* _About this task_
Your task is to repeat the entries exactly from their first line through the line with "The image size is (1781, 1002).", and to stop there.

▼

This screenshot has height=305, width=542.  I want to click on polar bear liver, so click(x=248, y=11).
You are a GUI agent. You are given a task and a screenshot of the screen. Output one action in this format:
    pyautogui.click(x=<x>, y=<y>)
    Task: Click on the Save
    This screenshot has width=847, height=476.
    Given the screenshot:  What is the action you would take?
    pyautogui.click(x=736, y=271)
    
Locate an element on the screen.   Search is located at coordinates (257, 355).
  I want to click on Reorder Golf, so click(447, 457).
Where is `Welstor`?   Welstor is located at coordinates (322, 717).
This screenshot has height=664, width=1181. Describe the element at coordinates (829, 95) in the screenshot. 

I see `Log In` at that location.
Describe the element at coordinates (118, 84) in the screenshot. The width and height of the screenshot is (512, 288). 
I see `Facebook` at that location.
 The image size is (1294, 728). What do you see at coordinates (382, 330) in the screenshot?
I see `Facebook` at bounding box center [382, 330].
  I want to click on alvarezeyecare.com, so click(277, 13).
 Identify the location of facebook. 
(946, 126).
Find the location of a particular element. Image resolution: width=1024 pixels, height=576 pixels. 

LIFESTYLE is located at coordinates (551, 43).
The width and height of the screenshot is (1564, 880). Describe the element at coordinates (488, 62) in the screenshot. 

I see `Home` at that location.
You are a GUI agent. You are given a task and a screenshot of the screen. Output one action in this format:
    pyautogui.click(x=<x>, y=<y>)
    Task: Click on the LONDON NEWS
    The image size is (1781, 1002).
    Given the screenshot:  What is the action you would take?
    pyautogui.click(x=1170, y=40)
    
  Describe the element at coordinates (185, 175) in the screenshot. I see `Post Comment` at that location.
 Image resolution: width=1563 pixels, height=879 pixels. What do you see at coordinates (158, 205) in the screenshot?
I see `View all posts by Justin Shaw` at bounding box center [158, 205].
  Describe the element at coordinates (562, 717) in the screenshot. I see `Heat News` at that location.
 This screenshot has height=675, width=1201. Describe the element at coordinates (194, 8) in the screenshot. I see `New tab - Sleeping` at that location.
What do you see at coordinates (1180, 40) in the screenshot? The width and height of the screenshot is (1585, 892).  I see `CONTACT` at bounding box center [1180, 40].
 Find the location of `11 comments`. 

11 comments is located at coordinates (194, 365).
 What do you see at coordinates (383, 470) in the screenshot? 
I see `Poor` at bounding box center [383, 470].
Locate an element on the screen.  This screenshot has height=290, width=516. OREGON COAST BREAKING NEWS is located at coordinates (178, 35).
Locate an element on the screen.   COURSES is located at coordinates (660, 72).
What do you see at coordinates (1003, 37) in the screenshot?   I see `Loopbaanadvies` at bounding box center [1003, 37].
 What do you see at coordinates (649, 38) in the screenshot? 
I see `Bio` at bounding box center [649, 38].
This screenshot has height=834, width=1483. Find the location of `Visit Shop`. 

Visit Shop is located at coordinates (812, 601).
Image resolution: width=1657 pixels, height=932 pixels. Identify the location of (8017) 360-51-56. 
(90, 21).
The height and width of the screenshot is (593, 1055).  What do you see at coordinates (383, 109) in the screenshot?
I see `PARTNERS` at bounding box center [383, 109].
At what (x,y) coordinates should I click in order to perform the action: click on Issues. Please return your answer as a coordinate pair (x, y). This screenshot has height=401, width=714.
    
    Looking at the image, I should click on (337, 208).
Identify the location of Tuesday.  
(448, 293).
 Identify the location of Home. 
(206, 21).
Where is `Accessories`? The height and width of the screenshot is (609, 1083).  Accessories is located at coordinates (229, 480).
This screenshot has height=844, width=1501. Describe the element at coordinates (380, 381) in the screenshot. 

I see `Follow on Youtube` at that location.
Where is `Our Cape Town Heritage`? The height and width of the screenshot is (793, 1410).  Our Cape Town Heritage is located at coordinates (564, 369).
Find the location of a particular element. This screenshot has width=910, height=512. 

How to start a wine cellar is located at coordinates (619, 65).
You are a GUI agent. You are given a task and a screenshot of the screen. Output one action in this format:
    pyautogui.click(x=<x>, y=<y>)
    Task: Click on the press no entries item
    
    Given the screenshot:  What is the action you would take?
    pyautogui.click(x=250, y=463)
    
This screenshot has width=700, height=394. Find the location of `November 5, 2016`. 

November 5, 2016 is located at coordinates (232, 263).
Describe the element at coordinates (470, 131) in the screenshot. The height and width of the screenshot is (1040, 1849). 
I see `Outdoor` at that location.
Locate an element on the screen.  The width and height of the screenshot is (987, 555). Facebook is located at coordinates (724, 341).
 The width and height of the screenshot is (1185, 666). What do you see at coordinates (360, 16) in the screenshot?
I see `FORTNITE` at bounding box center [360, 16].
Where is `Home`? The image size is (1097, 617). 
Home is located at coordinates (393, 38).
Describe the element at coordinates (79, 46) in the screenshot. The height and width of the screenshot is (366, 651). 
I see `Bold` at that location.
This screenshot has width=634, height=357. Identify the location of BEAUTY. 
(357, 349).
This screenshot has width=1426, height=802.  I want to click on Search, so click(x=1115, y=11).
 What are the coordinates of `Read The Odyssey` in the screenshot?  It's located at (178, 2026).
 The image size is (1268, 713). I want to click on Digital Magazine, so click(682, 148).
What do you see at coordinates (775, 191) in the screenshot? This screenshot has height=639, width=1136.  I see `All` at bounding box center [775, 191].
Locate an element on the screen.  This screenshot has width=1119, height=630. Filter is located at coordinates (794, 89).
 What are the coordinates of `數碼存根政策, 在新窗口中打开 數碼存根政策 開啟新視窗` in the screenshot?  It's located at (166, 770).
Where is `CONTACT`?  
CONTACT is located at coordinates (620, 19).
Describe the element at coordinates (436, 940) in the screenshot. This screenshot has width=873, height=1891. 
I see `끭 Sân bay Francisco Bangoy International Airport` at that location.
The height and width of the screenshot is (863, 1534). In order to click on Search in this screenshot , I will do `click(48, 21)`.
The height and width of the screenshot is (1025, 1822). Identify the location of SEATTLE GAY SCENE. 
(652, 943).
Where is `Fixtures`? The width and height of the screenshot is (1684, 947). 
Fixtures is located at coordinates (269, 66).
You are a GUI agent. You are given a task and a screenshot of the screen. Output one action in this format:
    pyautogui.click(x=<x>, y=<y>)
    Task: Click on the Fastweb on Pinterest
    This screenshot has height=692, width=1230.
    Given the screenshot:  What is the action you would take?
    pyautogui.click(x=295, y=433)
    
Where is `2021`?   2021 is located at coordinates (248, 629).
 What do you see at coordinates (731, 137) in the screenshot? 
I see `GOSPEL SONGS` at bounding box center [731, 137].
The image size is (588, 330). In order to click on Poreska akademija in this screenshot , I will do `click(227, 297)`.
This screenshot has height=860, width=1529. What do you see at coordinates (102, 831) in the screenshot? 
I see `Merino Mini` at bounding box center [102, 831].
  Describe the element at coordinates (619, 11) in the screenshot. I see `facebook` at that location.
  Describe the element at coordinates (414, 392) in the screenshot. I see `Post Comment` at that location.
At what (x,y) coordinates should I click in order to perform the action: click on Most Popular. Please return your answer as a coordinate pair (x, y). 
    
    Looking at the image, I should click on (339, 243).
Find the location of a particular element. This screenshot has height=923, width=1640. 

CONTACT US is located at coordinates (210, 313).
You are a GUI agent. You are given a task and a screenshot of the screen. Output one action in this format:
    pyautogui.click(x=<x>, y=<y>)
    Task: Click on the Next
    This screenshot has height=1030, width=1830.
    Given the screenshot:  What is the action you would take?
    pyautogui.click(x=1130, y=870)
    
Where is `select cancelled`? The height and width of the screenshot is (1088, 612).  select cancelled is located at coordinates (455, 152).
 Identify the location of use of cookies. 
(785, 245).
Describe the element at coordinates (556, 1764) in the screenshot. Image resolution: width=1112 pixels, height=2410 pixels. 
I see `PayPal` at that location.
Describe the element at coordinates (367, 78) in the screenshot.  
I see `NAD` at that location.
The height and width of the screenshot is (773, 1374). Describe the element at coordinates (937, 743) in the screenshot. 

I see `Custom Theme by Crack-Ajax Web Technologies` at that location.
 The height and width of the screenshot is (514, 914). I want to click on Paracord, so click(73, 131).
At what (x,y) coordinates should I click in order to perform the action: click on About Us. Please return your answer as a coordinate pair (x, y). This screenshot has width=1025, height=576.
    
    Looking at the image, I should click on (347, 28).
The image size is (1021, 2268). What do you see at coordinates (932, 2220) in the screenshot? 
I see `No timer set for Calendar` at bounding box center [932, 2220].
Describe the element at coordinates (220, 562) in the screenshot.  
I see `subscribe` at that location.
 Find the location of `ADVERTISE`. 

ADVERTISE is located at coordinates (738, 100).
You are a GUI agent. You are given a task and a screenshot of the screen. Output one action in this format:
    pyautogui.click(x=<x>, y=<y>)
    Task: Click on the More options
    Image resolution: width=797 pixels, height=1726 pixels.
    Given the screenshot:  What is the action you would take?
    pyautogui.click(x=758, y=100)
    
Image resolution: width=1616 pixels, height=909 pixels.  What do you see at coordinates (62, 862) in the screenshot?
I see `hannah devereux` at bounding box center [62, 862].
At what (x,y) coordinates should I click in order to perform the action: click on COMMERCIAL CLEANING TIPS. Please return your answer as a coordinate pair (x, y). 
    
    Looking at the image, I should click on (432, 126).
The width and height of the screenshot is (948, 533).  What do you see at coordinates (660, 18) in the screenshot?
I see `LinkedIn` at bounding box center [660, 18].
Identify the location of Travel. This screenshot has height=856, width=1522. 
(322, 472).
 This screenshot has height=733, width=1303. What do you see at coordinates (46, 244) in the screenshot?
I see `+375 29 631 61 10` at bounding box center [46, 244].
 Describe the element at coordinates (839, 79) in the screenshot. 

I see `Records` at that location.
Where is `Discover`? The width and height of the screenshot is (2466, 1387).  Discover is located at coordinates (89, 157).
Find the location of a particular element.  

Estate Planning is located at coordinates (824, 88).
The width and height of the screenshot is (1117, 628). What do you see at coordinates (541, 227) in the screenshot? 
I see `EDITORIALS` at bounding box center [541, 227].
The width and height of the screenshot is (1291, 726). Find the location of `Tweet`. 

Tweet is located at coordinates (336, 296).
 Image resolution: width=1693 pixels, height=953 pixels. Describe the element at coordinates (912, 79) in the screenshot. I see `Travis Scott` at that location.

▲

* _Your response_
This screenshot has height=305, width=542.  I want to click on polar bear liver, so click(x=248, y=11).
You are a GUI agent. You are given a task and a screenshot of the screen. Output one action in this format:
    pyautogui.click(x=<x>, y=<y>)
    Task: Click on the Save
    This screenshot has width=847, height=476.
    Given the screenshot:  What is the action you would take?
    pyautogui.click(x=736, y=271)
    
Locate an element on the screen.   Search is located at coordinates (257, 355).
  I want to click on Reorder Golf, so click(447, 457).
Where is `Welstor`?   Welstor is located at coordinates (322, 717).
This screenshot has height=664, width=1181. Describe the element at coordinates (829, 95) in the screenshot. 

I see `Log In` at that location.
Describe the element at coordinates (118, 84) in the screenshot. The width and height of the screenshot is (512, 288). 
I see `Facebook` at that location.
 The image size is (1294, 728). What do you see at coordinates (382, 330) in the screenshot?
I see `Facebook` at bounding box center [382, 330].
  I want to click on alvarezeyecare.com, so click(277, 13).
 Identify the location of facebook. 
(946, 126).
Find the location of a particular element. Image resolution: width=1024 pixels, height=576 pixels. 

LIFESTYLE is located at coordinates (551, 43).
The width and height of the screenshot is (1564, 880). Describe the element at coordinates (488, 62) in the screenshot. 

I see `Home` at that location.
You are a GUI agent. You are given a task and a screenshot of the screen. Output one action in this format:
    pyautogui.click(x=<x>, y=<y>)
    Task: Click on the LONDON NEWS
    The image size is (1781, 1002).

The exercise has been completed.